Humans no longer coexist with their environments; it is increasingly apparent that we feel forced to fight against nature in an attempt to climb the ladder of social mobility, whether for aspirations of grandeur or simply the middle-class ideal – a house, car or two, the latest smartphone, etc. The acquisition of this ideal takes space and energy. Space meaning land, and energy, generally meaning fossil fuels like coal, natural gas, and oil.
Humans have sought out every nook and cranny of usable land to exploit in one way or another, to build houses, run businesses, or mine for resources. Only 15% of the world’s land is protected and 3% of its oceans.
There are a plethora reasons to protect natural areas, including historical and cultural sites significant to indigenous populations; and ecosystem services like water purification, pollination, medicine, erosion and flood control, climate regulation, and carbon storage. Some studies have quantified ecosystem services, and they run into the trillions of dollars per year. Can you imagine pollinating crops by hand?
The case against preserving land usually has to do with the possibility of finding rich mineral deposits underneath untapped areas, potentially bringing down energy costs. Conservative US lawmakers argue that protecting so much land is keeping the country from achieving ‘energy independence,’ while many environmentalists claim that politicians have simply been corrupted by powerful special interests wanting to make millions for their shareholders at the expense of the long-term health of the ecosystem.
Others against outright protection say that it simply is not enough, citing instances where target species have not successfully rebounded from the preservation of their habitat, due to a variety of reasons, including mismanagement, government investment and oversight, human pressures, etc.
In a controversial move, President Trump recently announced that he would decertify the Bears Ears Monument and Grand Staircase from protected status. These areas comprise about 2 million acres of picturesque land in Utah that President Obama signed to protect just before he left office.
The law that both the presidents used, the Antiquities Act of 1906, has historically been used by presidents to protect federal land, though it was used in a handful of cases to remove land from protection. In the case of Bears Ears and Grand Staircase, Native Americans are challenging the decision in court, suing the administration, as they deem the areas culturally important; hikers regularly report finding artefacts there. The litigation will finally determine whether decertification of protected land is lawful under the act.
The decision to open up these areas for resource exploitation comes just two months after the Senate voted to allow oil drilling in ANWR, the Arctic National Wildlife Refuge, in a major blow to environmentalists.
A study conducted by Headwater Economics, published this year, revealed that preserved areas tend to be better for economic growth and per capita income versus unprotected land. There are 1.9 million direct jobs in outdoor recreation, and federal lands recreation is responsible for over $51 billion in visitor expenditures in the US. The study was conducted mainly in western states of the US, including Utah, and exposed a variety of social and economic benefits stemming from protected lands.
Overall, ecosystem services far outweigh the short-term economic gains had from developing on protected lands. A study published in April 2016 in the journal Nature, and summarized by the Guardian, showed that biodiversity is, in fact, greater in protected areas. After sampling close to 2,000 protected sites, and over 4,500 unprotected areas, the study concluded that “there are 15% more individual plants and animals and 11% more species inside than outside protected areas, according to the largest analysis of biodiversity in terrestrial globally protected areas to date.”
The research is in; protecting land does have long-term benefit and costs less than mitigating the effects of unnecessary accidents that could ruin the landscape indefinitely. If the past year, full of wildfires and hurricanes was not a wake-up call to fragility, look at your children, and imagine them not having quiet, natural space to get away and think.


Task prompt: In the records that come next, find every line with "this". Return those lines.

-------- Supplied entries

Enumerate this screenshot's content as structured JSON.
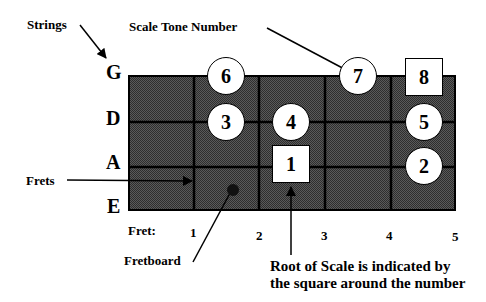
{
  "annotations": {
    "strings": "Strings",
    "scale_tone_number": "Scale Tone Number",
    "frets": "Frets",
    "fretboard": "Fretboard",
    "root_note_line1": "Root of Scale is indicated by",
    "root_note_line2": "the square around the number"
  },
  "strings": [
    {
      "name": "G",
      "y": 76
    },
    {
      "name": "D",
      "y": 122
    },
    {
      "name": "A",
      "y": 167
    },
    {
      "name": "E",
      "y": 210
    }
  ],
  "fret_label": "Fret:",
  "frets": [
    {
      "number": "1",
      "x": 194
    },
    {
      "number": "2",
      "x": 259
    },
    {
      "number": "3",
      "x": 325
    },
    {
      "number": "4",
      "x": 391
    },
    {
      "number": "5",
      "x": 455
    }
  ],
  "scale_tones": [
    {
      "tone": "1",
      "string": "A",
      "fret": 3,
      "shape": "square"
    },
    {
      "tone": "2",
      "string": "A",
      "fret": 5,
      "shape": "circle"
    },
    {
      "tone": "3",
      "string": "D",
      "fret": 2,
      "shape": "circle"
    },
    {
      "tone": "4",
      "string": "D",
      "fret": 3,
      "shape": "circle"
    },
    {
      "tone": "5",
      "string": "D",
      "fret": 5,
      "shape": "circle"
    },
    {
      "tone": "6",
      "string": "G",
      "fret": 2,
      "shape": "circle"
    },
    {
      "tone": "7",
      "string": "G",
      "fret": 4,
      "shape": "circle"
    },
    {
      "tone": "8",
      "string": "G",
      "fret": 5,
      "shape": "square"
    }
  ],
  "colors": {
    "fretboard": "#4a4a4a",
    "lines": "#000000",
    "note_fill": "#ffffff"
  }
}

----------------
-------- Supplied entries

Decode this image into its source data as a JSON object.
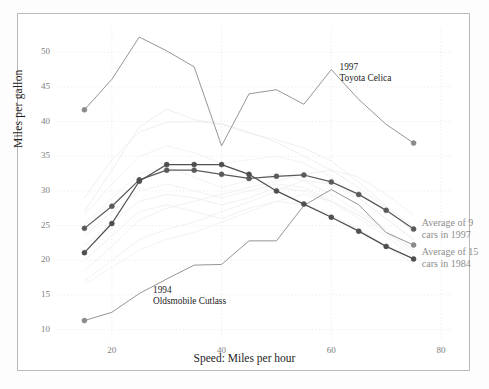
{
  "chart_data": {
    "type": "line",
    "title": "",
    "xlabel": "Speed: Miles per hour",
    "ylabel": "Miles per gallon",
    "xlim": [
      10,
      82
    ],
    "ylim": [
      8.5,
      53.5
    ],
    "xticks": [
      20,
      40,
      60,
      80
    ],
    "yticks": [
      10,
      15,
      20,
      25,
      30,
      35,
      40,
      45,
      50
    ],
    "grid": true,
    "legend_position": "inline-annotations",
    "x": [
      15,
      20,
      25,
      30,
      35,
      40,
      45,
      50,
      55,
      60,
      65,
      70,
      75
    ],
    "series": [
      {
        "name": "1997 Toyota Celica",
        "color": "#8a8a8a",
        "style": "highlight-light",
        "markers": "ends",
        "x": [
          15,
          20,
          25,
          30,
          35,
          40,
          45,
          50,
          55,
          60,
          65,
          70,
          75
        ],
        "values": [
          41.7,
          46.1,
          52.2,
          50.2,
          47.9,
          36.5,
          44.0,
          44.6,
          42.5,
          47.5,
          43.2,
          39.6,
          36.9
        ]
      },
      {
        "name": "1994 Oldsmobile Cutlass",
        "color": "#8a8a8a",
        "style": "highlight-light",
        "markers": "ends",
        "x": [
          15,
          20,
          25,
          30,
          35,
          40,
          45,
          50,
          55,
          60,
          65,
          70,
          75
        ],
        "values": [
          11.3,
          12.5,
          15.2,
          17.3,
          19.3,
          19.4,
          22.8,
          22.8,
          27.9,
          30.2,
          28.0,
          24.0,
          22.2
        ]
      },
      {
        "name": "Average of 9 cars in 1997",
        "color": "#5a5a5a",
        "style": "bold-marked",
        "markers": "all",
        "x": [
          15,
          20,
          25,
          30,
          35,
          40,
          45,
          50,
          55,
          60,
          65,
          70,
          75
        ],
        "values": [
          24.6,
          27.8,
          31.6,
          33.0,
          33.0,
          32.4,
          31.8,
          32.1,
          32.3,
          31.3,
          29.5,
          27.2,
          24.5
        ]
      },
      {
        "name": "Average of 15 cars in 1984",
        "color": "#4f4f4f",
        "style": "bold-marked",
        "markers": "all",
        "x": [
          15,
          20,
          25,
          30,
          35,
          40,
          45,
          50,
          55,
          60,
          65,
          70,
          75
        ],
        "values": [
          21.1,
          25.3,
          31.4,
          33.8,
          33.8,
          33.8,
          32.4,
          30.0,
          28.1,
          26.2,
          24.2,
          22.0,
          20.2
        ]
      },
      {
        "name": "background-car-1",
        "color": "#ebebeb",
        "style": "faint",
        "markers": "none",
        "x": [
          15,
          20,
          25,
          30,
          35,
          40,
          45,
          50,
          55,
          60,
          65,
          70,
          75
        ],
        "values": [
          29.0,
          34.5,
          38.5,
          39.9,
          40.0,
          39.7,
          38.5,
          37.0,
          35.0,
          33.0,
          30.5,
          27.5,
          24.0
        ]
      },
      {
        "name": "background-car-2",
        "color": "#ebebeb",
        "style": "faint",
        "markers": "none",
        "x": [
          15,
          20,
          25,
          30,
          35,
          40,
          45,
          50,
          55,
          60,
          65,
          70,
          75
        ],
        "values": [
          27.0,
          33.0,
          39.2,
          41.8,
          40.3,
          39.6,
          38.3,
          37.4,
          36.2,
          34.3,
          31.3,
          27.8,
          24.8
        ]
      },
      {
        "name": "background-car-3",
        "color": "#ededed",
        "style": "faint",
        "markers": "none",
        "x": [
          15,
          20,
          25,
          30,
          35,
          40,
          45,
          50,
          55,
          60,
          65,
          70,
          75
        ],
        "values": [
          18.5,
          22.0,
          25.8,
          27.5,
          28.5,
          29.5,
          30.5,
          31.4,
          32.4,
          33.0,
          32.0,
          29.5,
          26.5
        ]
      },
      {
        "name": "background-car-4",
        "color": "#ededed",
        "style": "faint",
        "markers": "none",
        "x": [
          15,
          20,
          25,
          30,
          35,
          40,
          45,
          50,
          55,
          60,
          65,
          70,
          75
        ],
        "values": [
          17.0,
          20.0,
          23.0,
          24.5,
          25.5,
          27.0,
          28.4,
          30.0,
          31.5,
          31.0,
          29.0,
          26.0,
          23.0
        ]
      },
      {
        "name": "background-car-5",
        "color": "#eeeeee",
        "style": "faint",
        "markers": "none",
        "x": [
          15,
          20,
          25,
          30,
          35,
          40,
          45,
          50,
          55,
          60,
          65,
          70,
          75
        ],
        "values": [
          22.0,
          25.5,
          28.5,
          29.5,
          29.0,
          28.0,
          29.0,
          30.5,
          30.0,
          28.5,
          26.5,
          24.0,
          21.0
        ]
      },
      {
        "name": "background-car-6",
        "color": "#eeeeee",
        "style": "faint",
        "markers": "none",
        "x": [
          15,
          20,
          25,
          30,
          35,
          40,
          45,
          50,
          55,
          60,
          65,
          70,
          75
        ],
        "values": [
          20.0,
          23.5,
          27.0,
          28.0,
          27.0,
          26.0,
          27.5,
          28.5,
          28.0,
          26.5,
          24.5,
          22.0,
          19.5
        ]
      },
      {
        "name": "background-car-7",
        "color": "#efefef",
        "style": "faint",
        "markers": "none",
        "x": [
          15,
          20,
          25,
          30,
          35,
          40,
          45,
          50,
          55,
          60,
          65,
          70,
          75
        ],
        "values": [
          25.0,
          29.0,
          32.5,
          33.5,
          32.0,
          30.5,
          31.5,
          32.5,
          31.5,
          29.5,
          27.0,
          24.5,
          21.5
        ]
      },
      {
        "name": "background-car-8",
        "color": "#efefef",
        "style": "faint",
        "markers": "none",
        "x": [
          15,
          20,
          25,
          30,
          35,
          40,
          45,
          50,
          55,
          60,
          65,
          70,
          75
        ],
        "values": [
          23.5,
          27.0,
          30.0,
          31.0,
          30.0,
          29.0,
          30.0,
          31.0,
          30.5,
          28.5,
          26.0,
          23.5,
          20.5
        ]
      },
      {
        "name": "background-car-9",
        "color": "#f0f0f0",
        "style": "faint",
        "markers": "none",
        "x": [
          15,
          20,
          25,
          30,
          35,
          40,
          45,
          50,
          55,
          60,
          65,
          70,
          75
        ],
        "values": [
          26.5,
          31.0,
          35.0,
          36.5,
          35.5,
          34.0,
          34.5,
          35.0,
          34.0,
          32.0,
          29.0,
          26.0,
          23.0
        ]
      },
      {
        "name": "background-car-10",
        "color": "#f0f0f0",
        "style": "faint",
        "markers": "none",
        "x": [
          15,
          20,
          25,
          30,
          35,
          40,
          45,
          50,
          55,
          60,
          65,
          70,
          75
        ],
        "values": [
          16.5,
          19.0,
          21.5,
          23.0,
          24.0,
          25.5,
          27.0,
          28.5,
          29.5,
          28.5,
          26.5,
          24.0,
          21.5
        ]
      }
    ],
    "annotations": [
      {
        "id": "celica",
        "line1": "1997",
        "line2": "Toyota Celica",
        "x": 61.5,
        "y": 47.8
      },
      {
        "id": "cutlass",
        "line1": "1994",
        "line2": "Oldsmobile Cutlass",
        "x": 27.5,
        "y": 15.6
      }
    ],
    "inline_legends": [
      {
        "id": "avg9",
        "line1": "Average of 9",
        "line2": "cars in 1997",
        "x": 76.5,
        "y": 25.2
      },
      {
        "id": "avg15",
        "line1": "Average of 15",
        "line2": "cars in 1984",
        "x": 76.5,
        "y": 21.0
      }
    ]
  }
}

----------------

Answer:
Enumerate this screenshot's content as structured JSON.
Decode this image into its source data as a JSON object.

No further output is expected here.